The Priest Who Loved Me, Part IV (The Love Project, Day 33)

gertrudeChattering excitedly, six of us moms crammed into a mini-van, ready to begin our day away. We were going to a regional women’s retreat, and were relishing the prospect of spending the whole day together in each other’s company. Although I was good friends with one of the other women, I knew the other four only casually. And so, I did what I always do in situations like this — I start asking questions.

The truth is, I’m by nature an introvert. I hate being turned loose in a crowd of people I don’t know — it exhausts me to try to be funny, or interesting, or articulate. So I usually take the advice of an author friend, a grandfatherly old gentleman, who once told me, “Heidi, if you keep the focus of the conversation on the other person, people will always consider you a brilliant conversationalist!” Good advice, that.

I had recently tried to invite our new pastor over for dinner, and was startled when he declined my invitation. “I have three thousand people in this parish,” he told me. “If I accept an invitation from one family, I automatically get in trouble with a dozen others … Please don’t be offended. I just value my private time.”

Truth be told, my nose was the tiniest bit out of joint. And a tiny part of me wanted to verify that Father had not simply singled us out. “Have any of you ever had Father to your house for dinner?”

As if on cue, they all laughed. Every single one of them. “Father doesn’t do dinner,” said the woman next to me. But when my first husband left me for my best friend, he came to see me every week for three months. I’ll never forget it.” I was shocked at this — I’d never heard her story. It was clear no one else had, either.

“He’s not much of a socializer,” agreed the next one. “But when my son was discerning the priesthood — and later, when he started seminary, and decided not to continue — Father really took him under his wing. He didn’t push — just encouraged. I’m so grateful.”

“When my father was dying in the hospital, Father broke speeding records to get there to administer last rites. And I’ll never forget the eulogy . . . He had spent so much time talking with us about our memories of Dad, it was as if he’d known Dad all his life.”

“He has a temper,” said one more. “Especially when politics enters the picture. I remember an incident with the Knights of Columbus years ago — some power play, one accused of mishandling funds. Father really raised the roof. But when the accused man dropped dead of a heart attack a week later, Father protected his family and treated them with utmost courtesy. One of their children had fallen away from the Church — but after that, he started coming back.”

This was a side of Father I’d never experienced, and I was grateful for having an opportunity to hear of it. That night, I sat down and wrote the priest a letter, telling him what I had heard, and mailed it.

A week later, I got a response. “You will never know what your letter meant to me. It arrived on the 40th anniversary of my priesthood, and I had been asking God what I had accomplished in all those years. I’ve tucked your letter in my Bible, as a reminder for the next time I feel this way. Gratefully …”

Today’s Love in Action: Do you have a priest in your life, whose manner you find hard to love? How can you encourage him?

1 thought on “The Priest Who Loved Me, Part IV (The Love Project, Day 33)

  1. That is sooo awesome! So many times we think we KNOW someone or some situation, and we don’t have any idea what is really going on. God bless you for being obedient in sending your letter to this priest. What a wonderful event and life lived!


TASK TO CARRY OUT: Where "pixel" occurs in a line of the entries below, copy that line.

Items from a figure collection
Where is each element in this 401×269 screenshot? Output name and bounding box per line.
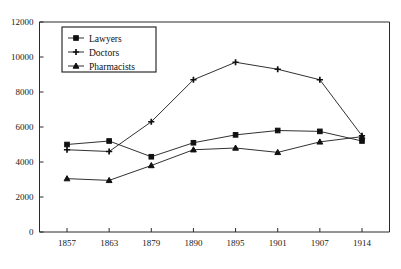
x-tick-label: 1863 [100,238,119,248]
y-tick-label: 6000 [16,122,35,132]
x-tick-label: 1901 [269,238,287,248]
chart-legend: LawyersDoctorsPharmacists [62,27,156,72]
x-tick-label: 1907 [311,238,330,248]
data-point-lawyers-1879 [149,154,154,159]
data-point-lawyers-1907 [318,129,323,134]
series-group [64,59,365,182]
y-tick-label: 12000 [11,17,34,27]
legend-label-lawyers: Lawyers [89,34,122,44]
data-point-lawyers-1890 [191,140,196,145]
data-point-lawyers-1857 [65,142,70,147]
data-point-doctors-1857 [64,147,70,153]
data-point-pharmacists-1895 [233,145,239,150]
data-point-pharmacists-1857 [64,176,70,181]
data-point-lawyers-1914 [360,139,365,144]
y-tick-label: 2000 [16,192,35,202]
data-point-lawyers-1895 [233,133,238,138]
y-axis-ticks: 020004000600080001000012000 [11,17,44,237]
y-tick-label: 8000 [16,87,35,97]
line-chart: 020004000600080001000012000 185718631879… [0,0,401,269]
x-axis-ticks: 18571863187918901895190119071914 [58,228,372,248]
data-point-doctors-1895 [232,59,238,65]
series-line-doctors [67,62,362,151]
x-tick-label: 1857 [58,238,77,248]
x-tick-label: 1890 [184,238,203,248]
legend-label-doctors: Doctors [89,48,119,58]
data-point-lawyers-1901 [275,128,280,133]
legend-marker-lawyers [74,36,79,41]
data-point-doctors-1901 [275,66,281,72]
chart-canvas: 020004000600080001000012000 185718631879… [0,0,401,269]
data-point-doctors-1863 [106,148,112,154]
x-tick-label: 1895 [227,238,246,248]
legend-label-pharmacists: Pharmacists [89,62,135,72]
y-tick-label: 4000 [16,157,35,167]
x-tick-label: 1914 [353,238,372,248]
x-tick-label: 1879 [142,238,161,248]
data-point-lawyers-1863 [107,139,112,144]
y-tick-label: 10000 [11,52,34,62]
y-tick-label: 0 [29,227,34,237]
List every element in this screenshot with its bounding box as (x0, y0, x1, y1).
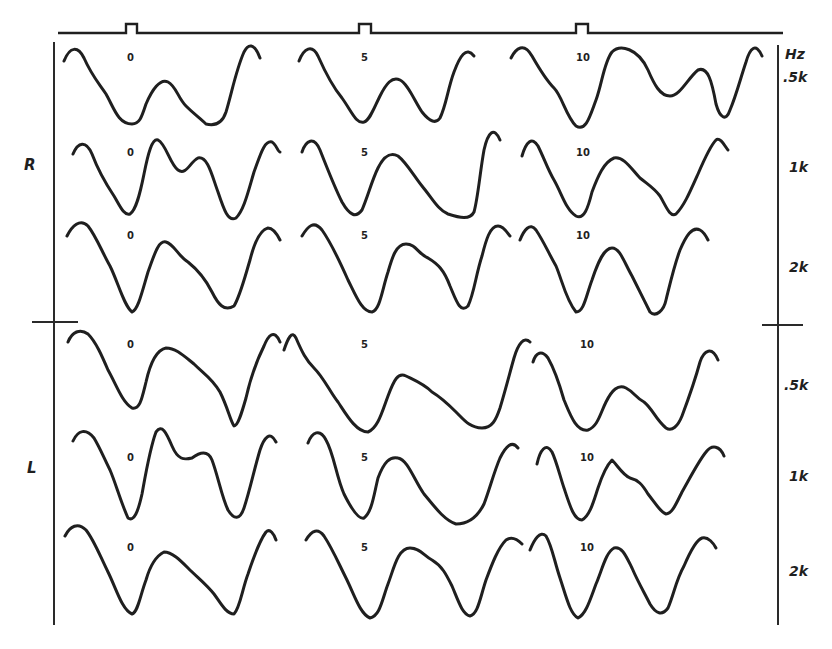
waveform-r-1k-10 (522, 139, 728, 217)
right-ear-label: R (24, 156, 36, 174)
waveform-l-.5k-0 (68, 331, 280, 426)
waveform-r-1k-5 (302, 132, 500, 217)
frequency-label-l-2k: 2k (789, 563, 808, 579)
column-label: 0 (127, 452, 134, 463)
column-label: 5 (361, 542, 368, 553)
column-label: 0 (127, 339, 134, 350)
waveform-r-.5k-0 (64, 46, 260, 125)
column-label: 5 (361, 339, 368, 350)
waveform-r-.5k-10 (511, 48, 762, 128)
waveform-traces (64, 46, 762, 618)
column-label: 5 (361, 52, 368, 63)
column-label: 0 (127, 52, 134, 63)
waveform-l-1k-10 (537, 447, 724, 520)
column-label: 10 (576, 147, 590, 158)
column-label: 5 (361, 230, 368, 241)
column-label: 10 (576, 230, 590, 241)
column-label: 0 (127, 230, 134, 241)
hz-unit-label: Hz (785, 46, 805, 62)
column-label: 10 (580, 542, 594, 553)
frequency-label-l-1k: 1k (789, 468, 808, 484)
frequency-label-l-0.5k: .5k (784, 377, 808, 393)
waveform-l-1k-5 (308, 433, 518, 524)
column-label: 5 (361, 452, 368, 463)
column-label: 10 (580, 452, 594, 463)
frequency-label-r-1k: 1k (789, 159, 808, 175)
column-label: 5 (361, 147, 368, 158)
frequency-label-r-0.5k: .5k (783, 69, 807, 85)
waveform-plot (0, 0, 832, 649)
waveform-l-1k-0 (73, 429, 276, 519)
left-ear-label: L (27, 459, 37, 477)
waveform-r-2k-10 (520, 227, 708, 314)
waveform-r-2k-0 (67, 223, 280, 312)
waveform-r-1k-0 (73, 140, 280, 219)
column-label: 0 (127, 147, 134, 158)
column-label: 10 (576, 52, 590, 63)
waveform-figure: R L Hz .5k 1k 2k .5k 1k 2k 0510051005100… (0, 0, 832, 649)
waveform-l-2k-0 (65, 526, 276, 614)
waveform-l-.5k-10 (533, 351, 718, 430)
waveform-l-2k-5 (306, 531, 522, 618)
frequency-label-r-2k: 2k (789, 259, 808, 275)
column-label: 0 (127, 542, 134, 553)
waveform-l-.5k-5 (284, 335, 530, 432)
column-label: 10 (580, 339, 594, 350)
waveform-r-2k-5 (302, 225, 510, 312)
waveform-l-2k-10 (530, 534, 716, 618)
stimulus-marker-line (58, 24, 783, 33)
waveform-r-.5k-5 (299, 49, 474, 122)
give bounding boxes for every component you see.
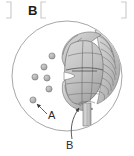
bracket-close [121, 2, 126, 18]
spore-granule [30, 97, 36, 103]
bracket-open [41, 2, 46, 18]
figure-panel: B [0, 0, 134, 156]
spore-granule [46, 86, 52, 92]
spore-granule [44, 75, 50, 81]
spore-granule [41, 64, 47, 70]
panel-bracket [6, 2, 126, 18]
callout-b-label: B [66, 139, 73, 151]
figure-canvas: B [0, 0, 134, 156]
panel-label: B [28, 3, 37, 18]
callout-a-label: A [48, 109, 56, 121]
spore-granule [49, 53, 55, 59]
spore-granule [32, 74, 38, 80]
bracket-left-tail [6, 2, 11, 18]
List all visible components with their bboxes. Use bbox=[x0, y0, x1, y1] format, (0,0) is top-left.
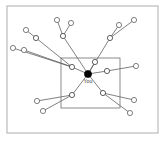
graph-node-h6[interactable] bbox=[60, 33, 65, 38]
graph-node-l11[interactable] bbox=[34, 98, 39, 103]
graph-node-l5[interactable] bbox=[68, 20, 73, 25]
edge-h3-l8 bbox=[107, 66, 136, 71]
graph-node-l12[interactable] bbox=[40, 108, 45, 113]
nodes-group bbox=[10, 17, 138, 115]
graph-node-l7[interactable] bbox=[131, 17, 136, 22]
graph-node-h4[interactable] bbox=[100, 90, 105, 95]
graph-node-l1[interactable] bbox=[23, 27, 28, 32]
ego-node-label: You bbox=[84, 78, 93, 84]
graph-node-l6[interactable] bbox=[116, 22, 121, 27]
graph-node-l3[interactable] bbox=[21, 47, 26, 52]
graph-node-l4[interactable] bbox=[54, 17, 59, 22]
edge-h7-l7 bbox=[110, 20, 134, 38]
outer-frame bbox=[7, 6, 158, 133]
graph-node-h3[interactable] bbox=[104, 68, 109, 73]
graph-node-h1[interactable] bbox=[69, 64, 74, 69]
graph-node-h2[interactable] bbox=[92, 59, 97, 64]
graph-node-h5[interactable] bbox=[69, 92, 74, 97]
edge-h1-h8 bbox=[36, 38, 72, 67]
edge-h1-l3 bbox=[24, 50, 72, 67]
ego-node-group: You bbox=[84, 70, 93, 84]
graph-node-l8[interactable] bbox=[133, 63, 138, 68]
graph-node-l9[interactable] bbox=[131, 97, 136, 102]
graph-node-h8[interactable] bbox=[33, 35, 38, 40]
network-graph-canvas: You bbox=[0, 0, 168, 144]
network-diagram-figure: You bbox=[0, 0, 168, 144]
graph-node-h7[interactable] bbox=[107, 35, 112, 40]
ego-node-you[interactable] bbox=[84, 70, 91, 77]
graph-node-l10[interactable] bbox=[127, 110, 132, 115]
graph-node-l2[interactable] bbox=[10, 45, 15, 50]
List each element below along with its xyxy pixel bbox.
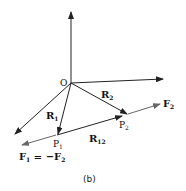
r12-label: R12: [89, 133, 106, 145]
third-axis: [15, 83, 71, 134]
origin-label: O: [60, 78, 67, 88]
force-f2: [128, 104, 160, 114]
r2-label: R2: [101, 89, 114, 101]
r1-label: R1: [46, 110, 59, 122]
vector-r1: [58, 83, 71, 134]
f1-label: F1 = −F2: [19, 151, 65, 163]
figure-caption: (b): [83, 174, 96, 184]
p2-label: P2: [119, 120, 129, 131]
f2-label: F2: [163, 98, 174, 110]
p1-label: P1: [53, 139, 63, 150]
horizontal-axis: [71, 79, 163, 83]
force-f1: [22, 135, 56, 145]
vector-r2: [71, 83, 127, 114]
vector-diagram: O R2 R1 R12 F2 P2 P1 F1 = −F2 (b): [0, 0, 186, 191]
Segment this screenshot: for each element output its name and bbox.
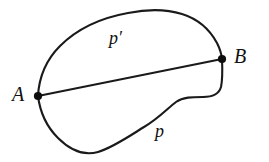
point-b-dot [218, 55, 226, 63]
point-a-label: A [12, 84, 24, 104]
point-b-label: B [234, 46, 246, 66]
arc-p-lower [38, 59, 222, 153]
arc-p-prime-upper [38, 10, 222, 96]
point-a-dot [34, 92, 42, 100]
curve-canvas [0, 0, 269, 162]
arc-p-prime-label: p′ [109, 29, 122, 47]
closed-curve-figure: A B p′ p [0, 0, 269, 162]
arc-p-label: p [155, 122, 164, 140]
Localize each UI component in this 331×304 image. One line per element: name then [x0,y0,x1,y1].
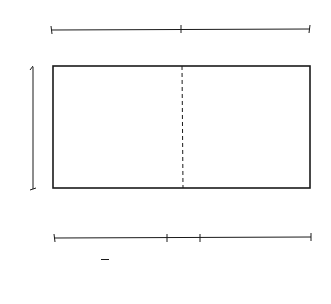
formula-numerator [101,258,109,260]
height-dimension-line [30,66,36,190]
bottom-dimension-line [54,233,311,242]
formula [97,258,123,261]
wall-rectangle [53,66,310,188]
centerline [182,66,183,188]
diagram-canvas: /* placeholder to keep valid svg */ [0,0,331,304]
top-dimension-line [51,25,310,34]
formula-fraction [101,258,109,261]
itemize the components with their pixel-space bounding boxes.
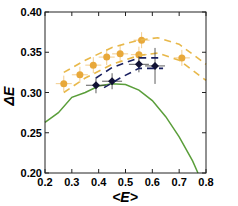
orange-band-upper [64, 38, 206, 73]
y-tick-label: 0.20 [21, 167, 42, 179]
x-tick-label: 0.8 [198, 176, 213, 188]
black-data-point [145, 48, 165, 84]
y-tick-label: 0.25 [21, 127, 42, 139]
black-data-point [129, 56, 149, 72]
orange-data-point [99, 49, 115, 65]
x-tick-label: 0.7 [172, 176, 187, 188]
chart: 0.20.30.40.50.60.70.80.200.250.300.350.4… [0, 0, 238, 206]
y-tick-label: 0.30 [21, 87, 42, 99]
x-tick-label: 0.4 [91, 176, 107, 188]
x-axis-label: <E> [112, 189, 138, 205]
x-tick-label: 0.3 [64, 176, 79, 188]
navy-band-lower [104, 68, 163, 87]
green-curve [45, 84, 198, 173]
orange-data-point [112, 46, 128, 62]
orange-data-point [174, 50, 190, 66]
x-tick-label: 0.6 [145, 176, 160, 188]
plot-frame [45, 12, 206, 173]
y-tick-label: 0.40 [21, 6, 42, 18]
x-tick-label: 0.5 [118, 176, 133, 188]
orange-data-point [72, 67, 88, 83]
y-tick-label: 0.35 [21, 46, 42, 58]
y-axis-label: ΔE [1, 86, 17, 106]
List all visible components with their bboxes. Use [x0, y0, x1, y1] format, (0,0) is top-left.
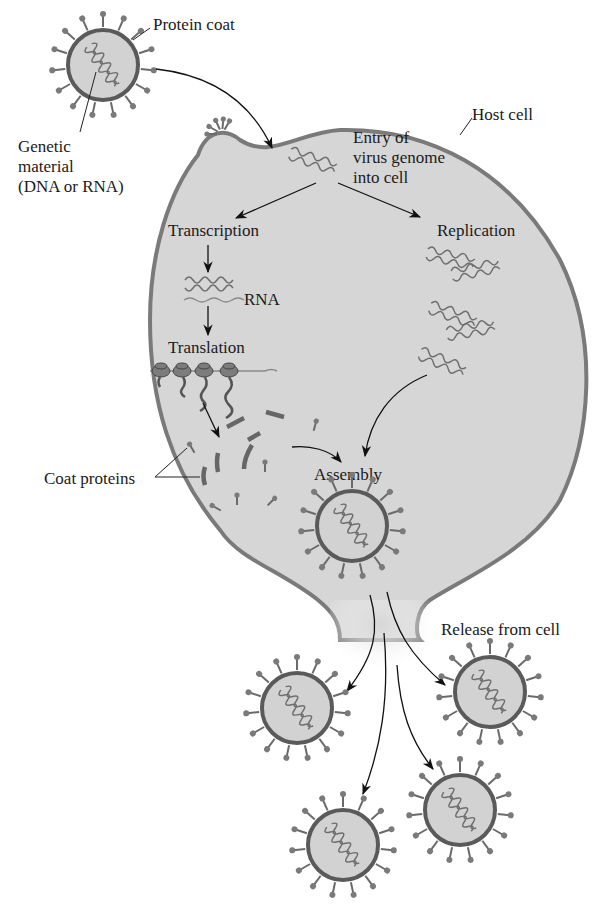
host-cell-leader [460, 118, 472, 135]
label-genetic-material-2: material [18, 157, 74, 176]
label-release: Release from cell [441, 620, 560, 639]
label-entry-1: Entry of [353, 128, 410, 147]
viral-replication-diagram: Protein coat Genetic material (DNA or RN… [0, 0, 593, 906]
label-coat-proteins: Coat proteins [44, 469, 135, 488]
released-virion-3 [406, 756, 514, 863]
incoming-virion [49, 11, 157, 118]
released-virion-2 [436, 638, 544, 745]
label-protein-coat: Protein coat [153, 15, 235, 34]
label-genetic-material-1: Genetic [18, 137, 71, 156]
released-virion-4 [289, 791, 397, 898]
label-translation: Translation [168, 338, 245, 357]
label-transcription: Transcription [168, 221, 259, 240]
release-line-down-right [397, 665, 433, 769]
label-entry-2: virus genome [353, 148, 445, 167]
label-replication: Replication [437, 221, 516, 240]
label-host-cell: Host cell [472, 105, 533, 124]
host-cell [150, 116, 586, 680]
label-rna: RNA [244, 290, 281, 309]
label-entry-3: into cell [353, 168, 409, 187]
label-genetic-material-3: (DNA or RNA) [18, 177, 124, 196]
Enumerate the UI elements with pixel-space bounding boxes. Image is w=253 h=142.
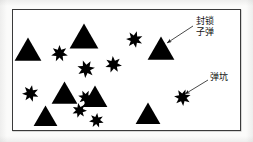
blocking-bullets-annotation-line-1: 封锁 bbox=[196, 16, 214, 27]
star-1 bbox=[51, 45, 68, 62]
triangle-3 bbox=[147, 36, 175, 60]
triangle-2 bbox=[69, 23, 99, 49]
star-2 bbox=[126, 31, 143, 48]
star-4 bbox=[105, 56, 122, 73]
blocking-bullets-annotation-line-2: 子弹 bbox=[196, 27, 214, 38]
crater-annotation: 弹坑 bbox=[210, 72, 228, 83]
diagram-figure: 封锁子弹 弹坑 bbox=[0, 0, 253, 142]
star-5 bbox=[22, 85, 39, 102]
crater-annotation-line-1: 弹坑 bbox=[210, 72, 228, 83]
triangle-4 bbox=[51, 81, 78, 104]
blocking-bullets-annotation: 封锁子弹 bbox=[196, 16, 214, 37]
star-7 bbox=[72, 103, 87, 118]
star-8 bbox=[89, 113, 104, 128]
star-9 bbox=[174, 89, 191, 106]
triangle-1 bbox=[14, 37, 42, 61]
star-3 bbox=[77, 60, 95, 78]
triangle-7 bbox=[135, 102, 161, 124]
triangle-6 bbox=[33, 105, 58, 127]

REPLY TO THE TASK:
List each element below along with its xyxy pixel bbox.
itemize the components with their pixel-space bounding boxes.
Enumerate the UI elements with pixel-space bounding boxes. Image is w=253 h=142.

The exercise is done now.